R for Rabbit
CRO Testing Roadmap · June 2026
R for Rabbit
R for Rabbit has strong product conviction from customers and a broad, loyal base, but the buying path creates friction before that conviction can convert. Template errors on product cards, fragmented offer codes across the ad-to-checkout funnel, and a cluttered PDP buy box all interrupt purchase intent at its most critical moments.
Product Card Error Text
Product cards across the homepage carousels and collection grid display a red template error between the price and the Add to Cart button. The error appears on Most Loved Products, Just Launched, and the Feather Diapers collection, creating a broken-store signal at the exact point shoppers decide to add.
First-Order Offer Alignment
Meta ads promote NEW12, TRYSAMPLE, and DPR15 depending on the campaign, while the cart and PDP surface DAYONE alongside cashback, app savings, and subscription options. Shoppers arriving from paid channels encounter a different code than the one they clicked on, adding reconciliation friction at the moment they should be committing.
Feather Diapers Buy Box
The Feather Diapers buy box stacks app savings, cashback, size and pack selectors, and subscription vs one-time options before any comfort or safety proof reaches the shopper. With 939 ratings averaging 4.7 and reviews praising softness and rash-free comfort, the proof already exists but sits below the full decision stack.
Biggest Killers of Conversion Rate
- Red template error text on product cards creates a broken-store signal at the exact moment shoppers decide to add to cart.
- Fragmented coupon codes across Meta ads, Google ads, PDP, and cart force shoppers to reconcile competing offers mid-funnel instead of committing.
- Delivery and fulfillment failures are the primary driver of 14 out of 76 one-star reviews in the collected dataset, creating trust damage that suppresses repeat conversion.
- The Feather Diapers buy box buries comfort and safety proof below decision complexity on a product with a 4.7 average and 939 ratings.
- Homepage Performance score of 27, LCP 26.5s, and TTI 56.2s on mobile delay product discovery before shoppers can evaluate or add anything.
- 57 of 76 reviews are five-star. Customers describe Feather Diapers as "the softest diapers ever witnessed" and praise comfort, range, safety, and the subscription and app experience.
- 14 one-star reviews concentrate around delayed delivery, wrong items, tampered products, refund delays, and support disconnects. These represent a trust gap at the exact promise the brand leads with.
- Positive mentions of the parenting community, expert consultation, and subscription plan suggest these features create loyalty when the fulfillment experience matches them.
- Three active campaign concepts: Rock N Roll stroller with NEW12, Feather Diaper Sample at 3 via TRYSAMPLE, and Feather Diapers with DPR15.
- Landing pages match the featured product in each ad, but the dominant offer on arrival differs from the ad code in two of three cases, creating hesitation before Add to Cart.
- The first fold presents multiple competing incentives, which conflicts with the single-code promise the ad delivers and slows the path to adding.
- Broader acquisition footprint than Meta, covering strollers, tricycles, high chairs, feeding bottles, baby carriers, car seats, and diapers across discount-led headlines.
- Multiple codes including DPR15, FFRIST, and event sale references appear across campaigns, while the site header and cart currently emphasize DAYONE.
- Discount messaging is consistent across channels, but the specific code changes at every touchpoint, making it difficult for a shopper to know which deal applies on arrival.
- Red template error text appears above Add to Cart on product cards across homepage carousels, Just Launched, and the All collection grid, affecting the primary shopping path on every visit.
- Feather Diapers PDP loads app savings, cashback, selectors, subscription options, and offer cards before comfort and safety proof, pushing the most persuasive content below the first fold.
- Cart drawer shows "You are saving 0 on this order" alongside multiple active savings systems, which weakens the reward moment the threshold mechanic is intended to create.
- Homepage on mobile: Performance 27, LCP 26.5s, Total Blocking Time 6,030ms, Time to Interactive 56.2s, with 1,718 KiB of unused JavaScript identified.
- Feather Diapers PDP on mobile: Performance 29, LCP 20.0s, Total Blocking Time 7,580ms, Time to Interactive 75.1s.
- The primary conversion risk is main-thread blockage and delayed product module rendering. Product cards, buy box options, and offer logic likely arrive late on the devices most shoppers use.
- Babyhug diaper pants range from 6.03 to 22.32 per diaper. LuvLap strollers range from 3,999 to 6,999 with discounts of 19 to 33 percent. Price pressure from marketplace competitors is significant.
- R for Rabbit's differentiation is the app ecosystem, subscription model, parenting community, and owned-brand safety and quality claims rather than price. These advantages are not visible at the buy decision on the current PDP.
- Cleaner offer clarity and sharper proof near the price and Add to Cart would make the premium positioning more defensible against competitors who win primarily on visible review counts and price.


EXERCISE DESCRIPTION: Give every line of the material back exactly, images removed.

INFORMATION GIVEN:
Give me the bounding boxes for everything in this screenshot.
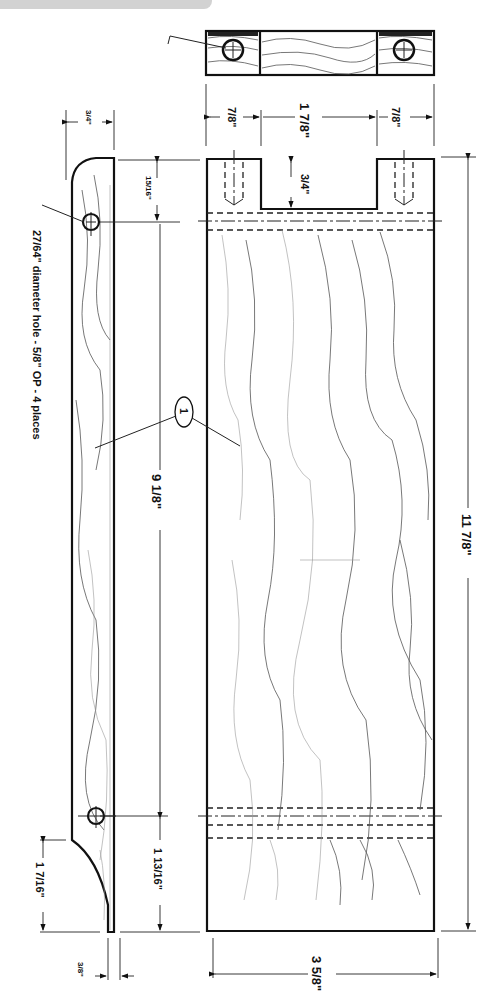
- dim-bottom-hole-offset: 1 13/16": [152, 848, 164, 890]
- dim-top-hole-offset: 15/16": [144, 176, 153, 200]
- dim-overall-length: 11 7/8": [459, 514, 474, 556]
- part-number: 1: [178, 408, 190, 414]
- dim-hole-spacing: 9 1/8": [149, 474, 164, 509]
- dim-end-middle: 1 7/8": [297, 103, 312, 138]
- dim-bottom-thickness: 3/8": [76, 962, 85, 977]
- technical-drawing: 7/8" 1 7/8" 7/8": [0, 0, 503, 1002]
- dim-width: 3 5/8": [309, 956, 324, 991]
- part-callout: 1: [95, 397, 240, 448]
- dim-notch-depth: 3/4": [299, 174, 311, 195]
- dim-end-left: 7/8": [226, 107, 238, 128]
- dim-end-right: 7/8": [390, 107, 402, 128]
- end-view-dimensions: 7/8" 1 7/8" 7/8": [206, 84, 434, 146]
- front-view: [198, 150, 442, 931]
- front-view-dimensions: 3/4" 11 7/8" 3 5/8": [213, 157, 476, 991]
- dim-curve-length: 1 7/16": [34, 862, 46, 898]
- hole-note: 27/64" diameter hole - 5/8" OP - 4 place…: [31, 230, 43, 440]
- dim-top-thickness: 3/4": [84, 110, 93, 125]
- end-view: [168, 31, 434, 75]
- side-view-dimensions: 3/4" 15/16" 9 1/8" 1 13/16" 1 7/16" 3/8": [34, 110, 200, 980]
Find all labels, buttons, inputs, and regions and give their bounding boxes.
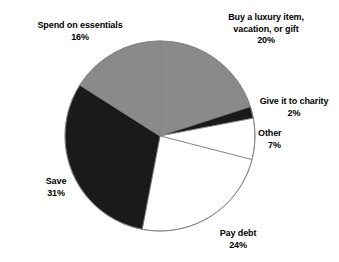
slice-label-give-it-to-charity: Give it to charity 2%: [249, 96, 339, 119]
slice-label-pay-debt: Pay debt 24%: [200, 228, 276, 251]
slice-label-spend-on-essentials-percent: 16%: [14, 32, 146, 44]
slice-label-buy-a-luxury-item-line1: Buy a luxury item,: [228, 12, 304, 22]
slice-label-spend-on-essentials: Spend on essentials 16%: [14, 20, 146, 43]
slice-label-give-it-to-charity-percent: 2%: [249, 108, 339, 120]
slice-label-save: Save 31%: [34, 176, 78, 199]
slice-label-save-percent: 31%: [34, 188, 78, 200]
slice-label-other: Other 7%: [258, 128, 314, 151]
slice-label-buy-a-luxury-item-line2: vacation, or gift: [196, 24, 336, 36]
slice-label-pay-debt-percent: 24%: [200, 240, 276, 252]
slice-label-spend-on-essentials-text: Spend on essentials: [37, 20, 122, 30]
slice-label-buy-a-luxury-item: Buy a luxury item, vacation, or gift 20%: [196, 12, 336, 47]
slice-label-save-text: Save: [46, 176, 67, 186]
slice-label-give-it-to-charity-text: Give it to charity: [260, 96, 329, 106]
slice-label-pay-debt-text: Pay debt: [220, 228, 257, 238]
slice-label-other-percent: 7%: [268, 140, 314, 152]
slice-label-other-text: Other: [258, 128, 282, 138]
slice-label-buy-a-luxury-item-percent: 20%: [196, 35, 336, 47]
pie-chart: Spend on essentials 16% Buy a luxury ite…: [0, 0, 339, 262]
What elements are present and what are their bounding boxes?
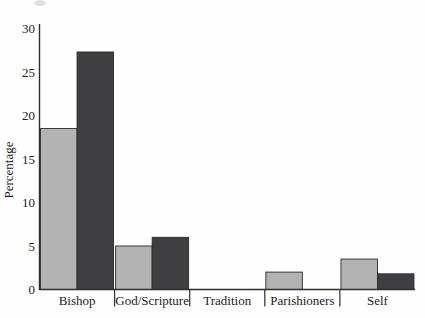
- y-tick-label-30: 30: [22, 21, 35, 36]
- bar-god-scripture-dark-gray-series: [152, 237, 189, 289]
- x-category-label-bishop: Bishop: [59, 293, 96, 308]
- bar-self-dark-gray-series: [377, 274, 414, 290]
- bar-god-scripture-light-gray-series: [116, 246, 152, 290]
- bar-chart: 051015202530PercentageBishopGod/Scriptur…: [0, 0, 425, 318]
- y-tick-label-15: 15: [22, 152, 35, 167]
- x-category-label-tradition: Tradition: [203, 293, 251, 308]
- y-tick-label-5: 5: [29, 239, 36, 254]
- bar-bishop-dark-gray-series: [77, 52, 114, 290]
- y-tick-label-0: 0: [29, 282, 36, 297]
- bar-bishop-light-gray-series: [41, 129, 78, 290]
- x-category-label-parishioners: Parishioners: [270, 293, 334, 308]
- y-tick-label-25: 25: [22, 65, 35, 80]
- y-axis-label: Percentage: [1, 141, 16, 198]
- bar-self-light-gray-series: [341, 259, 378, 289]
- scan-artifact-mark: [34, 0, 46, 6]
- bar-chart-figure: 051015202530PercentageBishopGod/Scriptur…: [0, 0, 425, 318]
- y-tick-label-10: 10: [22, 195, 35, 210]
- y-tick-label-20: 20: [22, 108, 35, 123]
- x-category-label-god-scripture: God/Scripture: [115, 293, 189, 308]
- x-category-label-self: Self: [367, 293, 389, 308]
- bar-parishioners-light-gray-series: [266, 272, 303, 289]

FINISHED EXERCISE:
Give me the bounding boxes for everything in this screenshot.
- dim-bottom-hole-offset: 1 13/16": [152, 848, 164, 890]
- dim-top-hole-offset: 15/16": [144, 176, 153, 200]
- dim-overall-length: 11 7/8": [459, 514, 474, 556]
- part-number: 1: [178, 408, 190, 414]
- dim-hole-spacing: 9 1/8": [149, 474, 164, 509]
- dim-end-middle: 1 7/8": [297, 103, 312, 138]
- dim-bottom-thickness: 3/8": [76, 962, 85, 977]
- technical-drawing: 7/8" 1 7/8" 7/8": [0, 0, 503, 1002]
- dim-width: 3 5/8": [309, 956, 324, 991]
- part-callout: 1: [95, 397, 240, 448]
- dim-notch-depth: 3/4": [299, 174, 311, 195]
- dim-end-left: 7/8": [226, 107, 238, 128]
- dim-end-right: 7/8": [390, 107, 402, 128]
- end-view-dimensions: 7/8" 1 7/8" 7/8": [206, 84, 434, 146]
- front-view: [198, 150, 442, 931]
- front-view-dimensions: 3/4" 11 7/8" 3 5/8": [213, 157, 476, 991]
- dim-curve-length: 1 7/16": [34, 862, 46, 898]
- hole-note: 27/64" diameter hole - 5/8" OP - 4 place…: [31, 230, 43, 440]
- dim-top-thickness: 3/4": [84, 110, 93, 125]
- end-view: [168, 31, 434, 75]
- side-view-dimensions: 3/4" 15/16" 9 1/8" 1 13/16" 1 7/16" 3/8": [34, 110, 200, 980]
Find all labels, buttons, inputs, and regions and give their bounding boxes.
slice-label-give-it-to-charity: Give it to charity 2%: [249, 96, 339, 119]
slice-label-pay-debt: Pay debt 24%: [200, 228, 276, 251]
slice-label-spend-on-essentials-percent: 16%: [14, 32, 146, 44]
slice-label-buy-a-luxury-item-line1: Buy a luxury item,: [228, 12, 304, 22]
slice-label-spend-on-essentials: Spend on essentials 16%: [14, 20, 146, 43]
slice-label-give-it-to-charity-percent: 2%: [249, 108, 339, 120]
slice-label-save: Save 31%: [34, 176, 78, 199]
slice-label-save-percent: 31%: [34, 188, 78, 200]
slice-label-other: Other 7%: [258, 128, 314, 151]
slice-label-buy-a-luxury-item-line2: vacation, or gift: [196, 24, 336, 36]
slice-label-pay-debt-percent: 24%: [200, 240, 276, 252]
slice-label-spend-on-essentials-text: Spend on essentials: [37, 20, 122, 30]
slice-label-buy-a-luxury-item: Buy a luxury item, vacation, or gift 20%: [196, 12, 336, 47]
slice-label-save-text: Save: [46, 176, 67, 186]
slice-label-give-it-to-charity-text: Give it to charity: [260, 96, 329, 106]
slice-label-pay-debt-text: Pay debt: [220, 228, 257, 238]
slice-label-other-percent: 7%: [268, 140, 314, 152]
slice-label-other-text: Other: [258, 128, 282, 138]
slice-label-buy-a-luxury-item-percent: 20%: [196, 35, 336, 47]
pie-chart: Spend on essentials 16% Buy a luxury ite…: [0, 0, 339, 262]
What elements are present and what are their bounding boxes?
- y-tick-label-30: 30: [22, 21, 35, 36]
- bar-god-scripture-dark-gray-series: [152, 237, 189, 289]
- x-category-label-bishop: Bishop: [59, 293, 96, 308]
- bar-self-dark-gray-series: [377, 274, 414, 290]
- bar-god-scripture-light-gray-series: [116, 246, 152, 290]
- bar-chart: 051015202530PercentageBishopGod/Scriptur…: [0, 0, 425, 318]
- y-tick-label-15: 15: [22, 152, 35, 167]
- x-category-label-tradition: Tradition: [203, 293, 251, 308]
- y-tick-label-5: 5: [29, 239, 36, 254]
- bar-bishop-dark-gray-series: [77, 52, 114, 290]
- y-tick-label-0: 0: [29, 282, 36, 297]
- bar-bishop-light-gray-series: [41, 129, 78, 290]
- x-category-label-parishioners: Parishioners: [270, 293, 334, 308]
- y-tick-label-25: 25: [22, 65, 35, 80]
- y-axis-label: Percentage: [1, 141, 16, 198]
- bar-self-light-gray-series: [341, 259, 378, 289]
- scan-artifact-mark: [34, 0, 46, 6]
- bar-chart-figure: 051015202530PercentageBishopGod/Scriptur…: [0, 0, 425, 318]
- y-tick-label-10: 10: [22, 195, 35, 210]
- y-tick-label-20: 20: [22, 108, 35, 123]
- x-category-label-god-scripture: God/Scripture: [115, 293, 189, 308]
- x-category-label-self: Self: [367, 293, 389, 308]
- bar-parishioners-light-gray-series: [266, 272, 303, 289]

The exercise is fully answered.